Which comes first, and which is harder?
Melody or lyrics?
Yes. Both. One, not other. Other, not one.
I sometimes find an interesting sequence of chords, or a riff, or a straight out instrumental melody, while mucking about on an instrument (usually guitar, sometimes not). It might turn into a whole song structure of possible verses, choruses, bridges, codas, etc. I may then decide to write some lyrics, or it may go on the backburner to be married up later with the next possibility:
Sometimes I come up with lyrics, usually some sort of story-based song, without ever touching an instrument until they are "done". If I don't have music on a backburner that works, I may then come up with some basic chords or a melody. It may get fully developed, or may be still a bit rough around the edges.
Sometimes, while writing lyrics, I hear a melody or chord structure right away, and they both develop concurrently (well, stops and starts back and forth). And sometimes vice versa.
In all of those above cases, I will sometimes take it to the band for some further ideas or tweaks, or I might just keep it completely as I wrote it if I think it is solid enough. But usually the band has some great ideas.
Sometimes I have an initial riff, take it to the band, and we develop more music, or an initial lyric, and off we go as a group songwriting session. Those are usually quite fun and satisfying. Sometimes someone else comes up with the riff or chords, and that triggers a writing session.
Sometimes someone has some lyrical ideas scratched together, and asks me, or the band, to develop chords, which leads to a melody, which leads to a group songwriting effort.
Anecdote to illustrate:
Recently the band was working to outline music for a project we are co-developing with another couple of musicians from another band - a musical play (we are all over the place). We realized one "scene" needed a song. So while I was transcribing some notes, and some others were discussing some other points of concern, one of the band members (from my band) sat there quietly and wrote the lyrics for a song in about three minutes.
After presenting the lyrics (which were spot on for the scene), we had him sing through how he might think the melody goes. Two of us from my band got guitars and played along, mixing chords and melody lines to accompany and mimic his singing, and we developed the chords and melody. We ran through it a few times, suggesting tweaks to his melody lines and the chords ("go higher at the end of that verse", "hold that note longer, then go low in the next line", "that needs something like an A, but not a regular A, maybe A7?" etc). We then did a quick recording in the home studio. We had that basic track down about 45 min after he started writing.
Apparently, not everyone works like that - the members from the other band just sat in awe as the frenzy of a Hard To Port songwriting session swirled around them.
And we don't always work like that. But when we do, it is awesome!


**EXERCISE DESCRIPTION**
In the listing below, locate the lines bearing the word "Engineer". Copy every one of them.

>>

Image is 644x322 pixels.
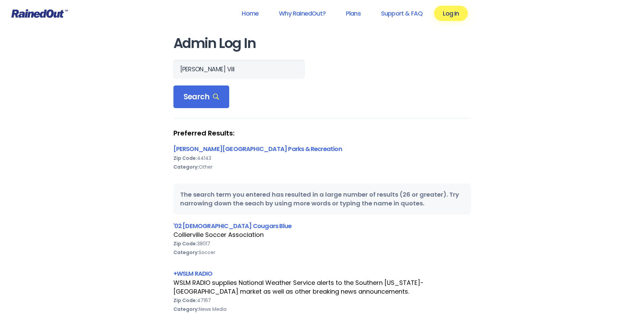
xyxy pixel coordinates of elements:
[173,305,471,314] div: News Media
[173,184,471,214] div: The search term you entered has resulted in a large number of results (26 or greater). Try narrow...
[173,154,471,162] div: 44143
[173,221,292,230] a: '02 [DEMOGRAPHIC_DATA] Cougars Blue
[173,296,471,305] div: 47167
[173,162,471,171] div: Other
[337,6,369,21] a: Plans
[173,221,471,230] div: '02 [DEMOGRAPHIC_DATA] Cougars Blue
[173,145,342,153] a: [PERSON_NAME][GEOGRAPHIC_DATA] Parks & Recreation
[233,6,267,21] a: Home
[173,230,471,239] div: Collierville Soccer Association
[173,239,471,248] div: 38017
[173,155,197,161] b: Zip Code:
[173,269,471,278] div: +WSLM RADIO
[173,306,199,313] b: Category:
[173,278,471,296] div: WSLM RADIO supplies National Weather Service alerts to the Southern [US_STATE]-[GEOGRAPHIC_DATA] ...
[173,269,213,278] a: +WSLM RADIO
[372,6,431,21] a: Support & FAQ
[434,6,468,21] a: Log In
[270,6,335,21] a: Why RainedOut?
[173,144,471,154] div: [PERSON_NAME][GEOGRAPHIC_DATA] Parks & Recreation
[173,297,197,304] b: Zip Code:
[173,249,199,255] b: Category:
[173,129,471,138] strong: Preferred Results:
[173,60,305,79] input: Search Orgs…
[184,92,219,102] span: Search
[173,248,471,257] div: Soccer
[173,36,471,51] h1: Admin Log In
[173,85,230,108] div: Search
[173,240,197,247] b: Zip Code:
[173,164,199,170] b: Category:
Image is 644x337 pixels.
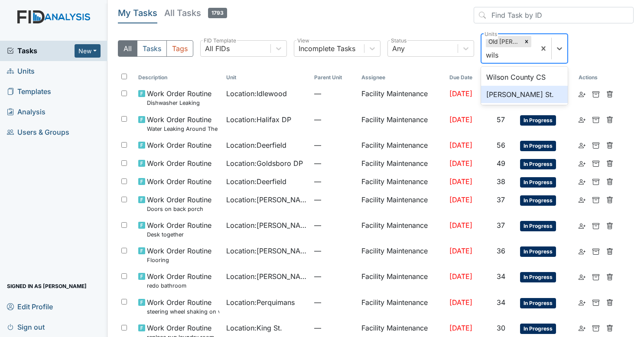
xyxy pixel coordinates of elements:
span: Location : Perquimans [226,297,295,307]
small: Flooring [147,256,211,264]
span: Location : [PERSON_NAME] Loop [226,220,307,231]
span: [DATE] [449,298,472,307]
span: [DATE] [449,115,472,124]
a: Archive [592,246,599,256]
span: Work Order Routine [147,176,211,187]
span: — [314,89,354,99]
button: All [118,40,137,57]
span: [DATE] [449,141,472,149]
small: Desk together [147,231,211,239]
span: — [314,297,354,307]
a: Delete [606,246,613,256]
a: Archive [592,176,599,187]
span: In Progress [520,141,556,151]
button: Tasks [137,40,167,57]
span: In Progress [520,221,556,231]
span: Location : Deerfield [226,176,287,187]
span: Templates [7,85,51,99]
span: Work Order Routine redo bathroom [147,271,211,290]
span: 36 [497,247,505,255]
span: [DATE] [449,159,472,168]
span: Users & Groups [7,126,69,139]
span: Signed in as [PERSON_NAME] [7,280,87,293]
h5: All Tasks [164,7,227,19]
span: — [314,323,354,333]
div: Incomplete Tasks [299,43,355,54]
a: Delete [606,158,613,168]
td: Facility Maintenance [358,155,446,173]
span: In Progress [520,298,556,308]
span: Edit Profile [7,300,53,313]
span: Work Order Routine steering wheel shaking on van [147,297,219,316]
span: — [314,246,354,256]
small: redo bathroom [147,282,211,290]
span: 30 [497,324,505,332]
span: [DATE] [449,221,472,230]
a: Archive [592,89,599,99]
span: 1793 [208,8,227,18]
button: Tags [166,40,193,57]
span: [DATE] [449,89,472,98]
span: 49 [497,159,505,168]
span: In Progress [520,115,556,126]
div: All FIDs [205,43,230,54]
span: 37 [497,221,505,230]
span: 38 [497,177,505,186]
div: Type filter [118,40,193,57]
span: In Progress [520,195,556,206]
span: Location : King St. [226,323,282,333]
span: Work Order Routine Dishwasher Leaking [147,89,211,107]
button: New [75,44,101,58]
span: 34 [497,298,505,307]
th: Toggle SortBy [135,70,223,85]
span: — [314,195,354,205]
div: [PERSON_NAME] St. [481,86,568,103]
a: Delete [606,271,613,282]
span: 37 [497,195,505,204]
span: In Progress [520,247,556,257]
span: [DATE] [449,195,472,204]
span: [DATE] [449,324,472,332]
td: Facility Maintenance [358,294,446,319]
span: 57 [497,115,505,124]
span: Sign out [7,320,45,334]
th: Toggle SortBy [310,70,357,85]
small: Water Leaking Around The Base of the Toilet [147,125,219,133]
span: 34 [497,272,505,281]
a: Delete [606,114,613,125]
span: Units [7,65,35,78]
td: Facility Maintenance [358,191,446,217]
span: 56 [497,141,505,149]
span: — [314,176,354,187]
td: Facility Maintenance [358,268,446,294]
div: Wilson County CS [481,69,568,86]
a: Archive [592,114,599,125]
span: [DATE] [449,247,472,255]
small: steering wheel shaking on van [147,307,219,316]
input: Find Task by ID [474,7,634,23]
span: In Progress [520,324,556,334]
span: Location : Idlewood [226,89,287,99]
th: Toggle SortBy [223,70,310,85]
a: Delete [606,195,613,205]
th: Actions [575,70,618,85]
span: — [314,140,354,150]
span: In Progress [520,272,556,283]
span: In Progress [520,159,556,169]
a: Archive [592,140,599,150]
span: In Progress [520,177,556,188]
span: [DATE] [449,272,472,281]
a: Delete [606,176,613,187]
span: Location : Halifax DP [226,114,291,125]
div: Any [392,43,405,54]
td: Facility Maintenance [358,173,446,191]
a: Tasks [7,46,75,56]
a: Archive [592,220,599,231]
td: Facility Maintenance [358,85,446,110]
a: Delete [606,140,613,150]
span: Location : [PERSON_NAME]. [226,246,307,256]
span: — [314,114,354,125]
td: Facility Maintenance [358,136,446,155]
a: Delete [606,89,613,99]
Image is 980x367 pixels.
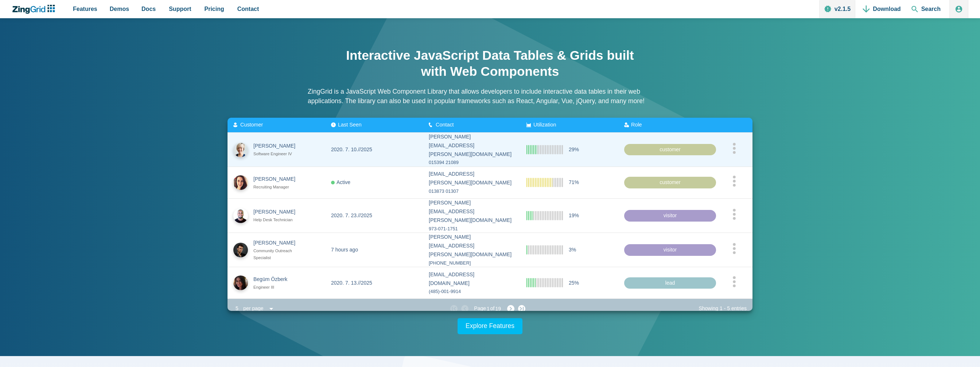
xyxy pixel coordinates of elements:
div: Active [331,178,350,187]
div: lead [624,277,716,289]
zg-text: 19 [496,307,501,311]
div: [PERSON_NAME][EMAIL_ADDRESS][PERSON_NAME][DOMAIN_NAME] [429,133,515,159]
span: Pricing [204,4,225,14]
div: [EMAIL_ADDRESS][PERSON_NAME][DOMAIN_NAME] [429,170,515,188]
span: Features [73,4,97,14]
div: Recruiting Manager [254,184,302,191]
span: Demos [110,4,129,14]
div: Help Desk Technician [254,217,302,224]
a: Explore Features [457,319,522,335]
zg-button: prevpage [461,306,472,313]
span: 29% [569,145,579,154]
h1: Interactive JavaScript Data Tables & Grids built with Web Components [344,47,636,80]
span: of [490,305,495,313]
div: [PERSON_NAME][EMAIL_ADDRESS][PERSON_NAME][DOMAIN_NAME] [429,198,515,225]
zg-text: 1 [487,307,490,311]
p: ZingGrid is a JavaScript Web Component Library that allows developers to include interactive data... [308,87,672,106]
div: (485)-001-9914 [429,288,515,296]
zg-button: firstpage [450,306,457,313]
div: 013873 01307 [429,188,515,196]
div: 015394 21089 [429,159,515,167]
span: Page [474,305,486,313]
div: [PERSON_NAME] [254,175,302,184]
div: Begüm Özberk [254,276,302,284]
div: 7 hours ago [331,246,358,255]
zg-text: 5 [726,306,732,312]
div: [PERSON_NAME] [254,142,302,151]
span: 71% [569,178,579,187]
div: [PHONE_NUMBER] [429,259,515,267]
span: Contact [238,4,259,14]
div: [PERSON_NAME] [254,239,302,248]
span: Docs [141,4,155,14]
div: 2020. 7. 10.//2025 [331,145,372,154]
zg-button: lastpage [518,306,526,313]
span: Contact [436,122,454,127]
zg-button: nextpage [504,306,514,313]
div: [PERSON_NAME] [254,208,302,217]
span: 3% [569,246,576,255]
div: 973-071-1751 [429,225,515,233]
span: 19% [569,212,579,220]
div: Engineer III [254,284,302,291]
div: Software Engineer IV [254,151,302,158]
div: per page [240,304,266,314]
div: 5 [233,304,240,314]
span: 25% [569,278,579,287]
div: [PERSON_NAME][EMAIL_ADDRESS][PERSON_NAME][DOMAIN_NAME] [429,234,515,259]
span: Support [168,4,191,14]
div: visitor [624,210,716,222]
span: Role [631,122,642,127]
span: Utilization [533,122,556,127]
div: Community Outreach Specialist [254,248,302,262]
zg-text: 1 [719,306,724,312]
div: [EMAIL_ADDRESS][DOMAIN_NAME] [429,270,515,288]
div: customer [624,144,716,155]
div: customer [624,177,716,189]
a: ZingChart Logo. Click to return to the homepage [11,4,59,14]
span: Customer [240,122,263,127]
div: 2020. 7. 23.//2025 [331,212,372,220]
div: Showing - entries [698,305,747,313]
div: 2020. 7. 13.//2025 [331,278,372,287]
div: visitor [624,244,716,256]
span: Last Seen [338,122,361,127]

<<

**WRITTEN SOLUTION**
div: Engineer III [254,284,302,291]
div: Software Engineer IV [254,151,302,158]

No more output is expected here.